It's quite a conversation. Deep topics, but touched with a lightness as two similar but different people feel each other out.
The art too. /chefs kiss🤌/. There's something beautiful about the subtle lineart of interaction behind the text, the cup passing hands and their true-to-character sitting postures. I didn't notice it consciously on the first read through, just felt its seamless effect. Brilliant how it all slowly goes dark, til the sun rises in the end—mirroring the solstice I imagine they met to celebrate.
The premise intrigued me. That was lovely to read. I'm glad I did.
It feels like this exposed something important, a crux that always lived in my head and relationships, but in such a way that stays deeply integrated. If that makes any sense. No part of it stood out as a quotable or author tract; I stayed in emotional connection rather than jumping out and up a meta level to intellectualize. I want to share this.
In disagreements where both sides want the same outcome, and disagree on what’s going to happen, then either side might win a tussle over the steering wheel, but all must win or lose the real game together. The real game is played against reality.
Winning the fight for control over the steering wheel is a very powerful visual metaphor, I'm glad to have it in my arsenal now. Thank you for writing this.
It generally had to do with me trying to navigate a part of me that really wanted to just have a nice village, and be a humble village priest who helped their local community be nice. And a part of me that felt "man, the village is not safe. I can't in good conscious just stay here having a nice life. The spirit of the village compels me to leave the village and figure out how to help protect the village. But man something about that feels really sad/bad."
OOF.
Had a similar realization recently. It sucks. I was really lucky¹ to have access to competent emotional support when I did.
¹ not in fact luck, but skilled organizers who were prepared-in-advance for an increased likelihood of such events AT their event.
"an easy lever might be a guide to obvious failure modes of supplements and medications"
I desire to see more things like this.. Especially if they're presented not as a list of "gotchas", but as specifics of a general moving-parts model of how naive models/strategies operate in a complex space. Should be lots of base rates being thrown around.
A system for recognizing when things are helping and hurting, and phasing treatments out if they don’t justify the mental load
This part has been a historical blocker to me using luck/exploration based medicine. If one is dissociated, alexythmic, or has an experience completely dominated by one sensation like pain or anxiety, then it's going to be pretty hard to notice fine gradations in how well they're doing. Not having precision really narrows the possible paths to success; effect has to be almost overdetermined before one actually updates on the evidence.
An extension of the noticeable risks and helping/hurting points I think is worth separating out: how to identify and avoid literal poisons. Not risky bets, per se, but things that are likely to directly harm the objective (health) and the other conditions necessary to make your strategy viable (kill your liver, mind, ability to move under your own power).I think it's a useful comparison point to know what it takes to figure out what is safe to eat in an unfamiliar environment. There's a protocol for slow steps of Graduated exposure and Waiting to see how well it's tolerated. Accumulated culture and the FDA are so very cheating technique. It's worth understanding how much work it otherwise takes to narrow down what world you are in without leaning on them.
I wanna offer feedback on the READING.
at "Off the cuff I’d give something like 10%, 3%, 1% for these respectively (conditioned on the previous premises) which multiplies to .003%", the verbal version doubled back to remind what the referents for each percentage we're, then read the sentence again.
that was PERFECT. high value add. made sure the actual point was gotten across, when it would have been very easy to just mentally tune out numerical information.
In TEAM, the therapist takes on a different role: instead of trying to convince the patient to change his or her thoughts, the therapist tries to find reasons that the patient should not change.
I recognize this model! The book "Immunity to Change" goes into great detail on a similar process.
Applying that specifically in a therapeutic context, to clear the path for treatment to really work, is SO BRIILLIANT!
scalable decentralized currency/contract/communication systems
Oh? Do say more
Wait wait hold on a moment.
This is far from the most important thing to discuss about your post, but I have to say it. Your project's git repo has a list of archived characters, with no explanation for why they were passed over—I'm interested in knowing the reasoning for why they each weren't picked, but my lack of insight there is not why I'm posting now.
I want to talk about how there's one named Tim, who's psychotically convinced he's an AI alignment genius.
Had to put my phone down for a moment to process this level of irony. I don't have to ask why you didn't use that one—I can think of several reasons—but why even make it? How dare you be so funny in a github repo, where I least expected it?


WORK REQUEST:
Before copying, set the images aside; then transcribe every entry below exactly.

DATA FOR THE TASK:
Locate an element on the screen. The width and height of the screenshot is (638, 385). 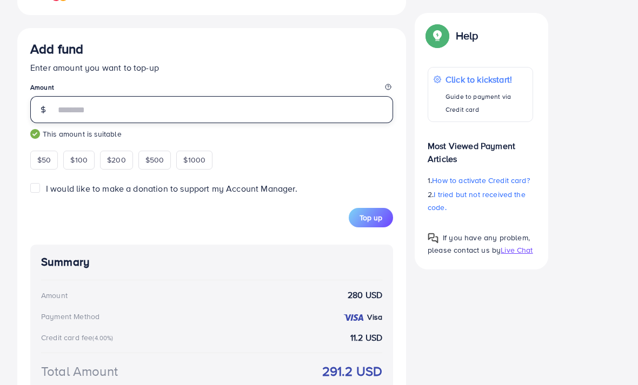
h3: Add fund is located at coordinates (57, 49).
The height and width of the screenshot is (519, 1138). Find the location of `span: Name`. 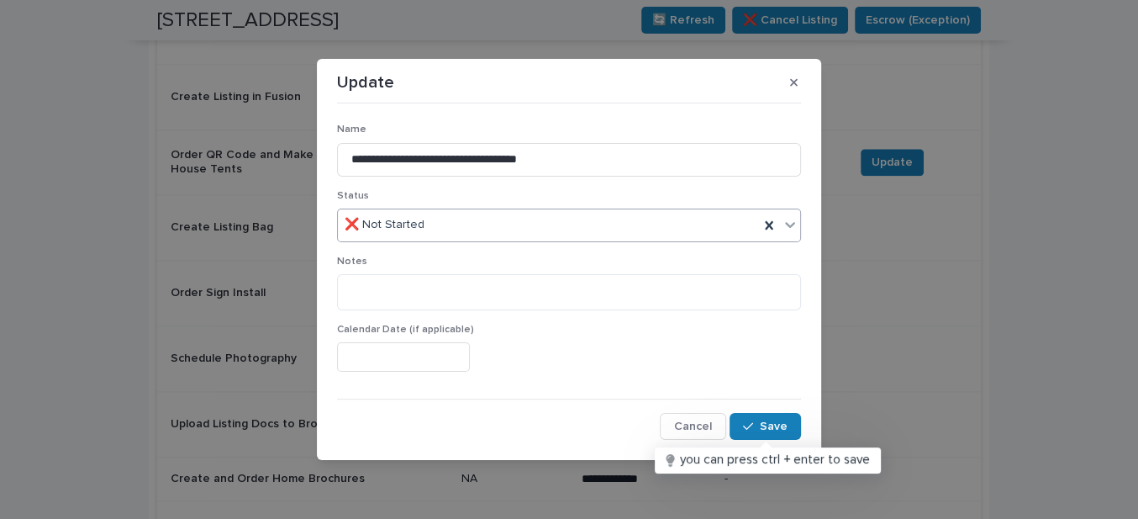

span: Name is located at coordinates (351, 129).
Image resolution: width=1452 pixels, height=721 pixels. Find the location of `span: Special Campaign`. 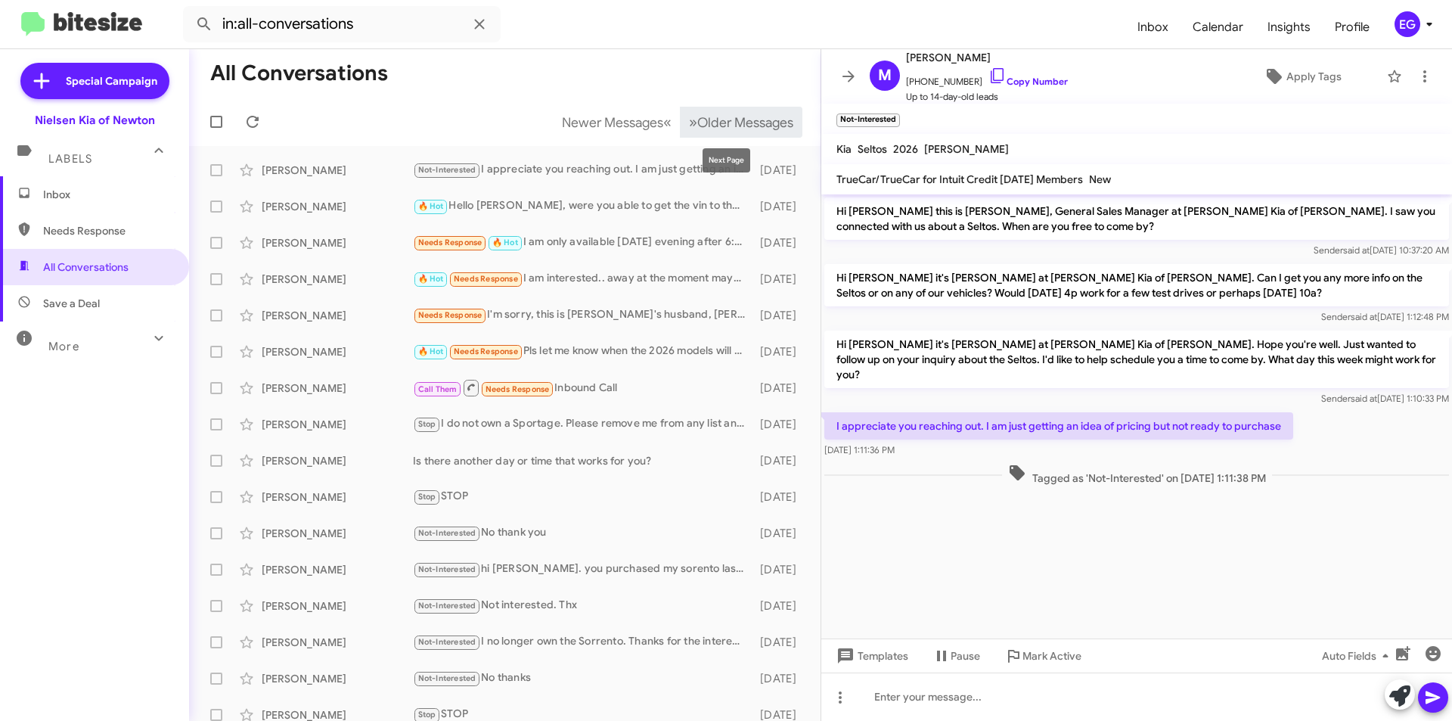

span: Special Campaign is located at coordinates (111, 81).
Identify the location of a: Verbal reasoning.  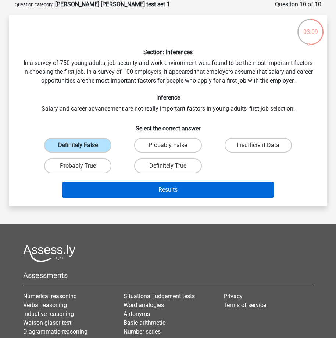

RESPONSE TO THE EXERCISE:
Locate an element on the screen. The width and height of the screenshot is (638, 385). 
h3: Add fund is located at coordinates (57, 49).
The height and width of the screenshot is (519, 1138). Find the location of `span: Name`. 

span: Name is located at coordinates (351, 129).
Image resolution: width=1452 pixels, height=721 pixels. Find the location of `span: Special Campaign`. 

span: Special Campaign is located at coordinates (111, 81).
Identify the location of a: Verbal reasoning.  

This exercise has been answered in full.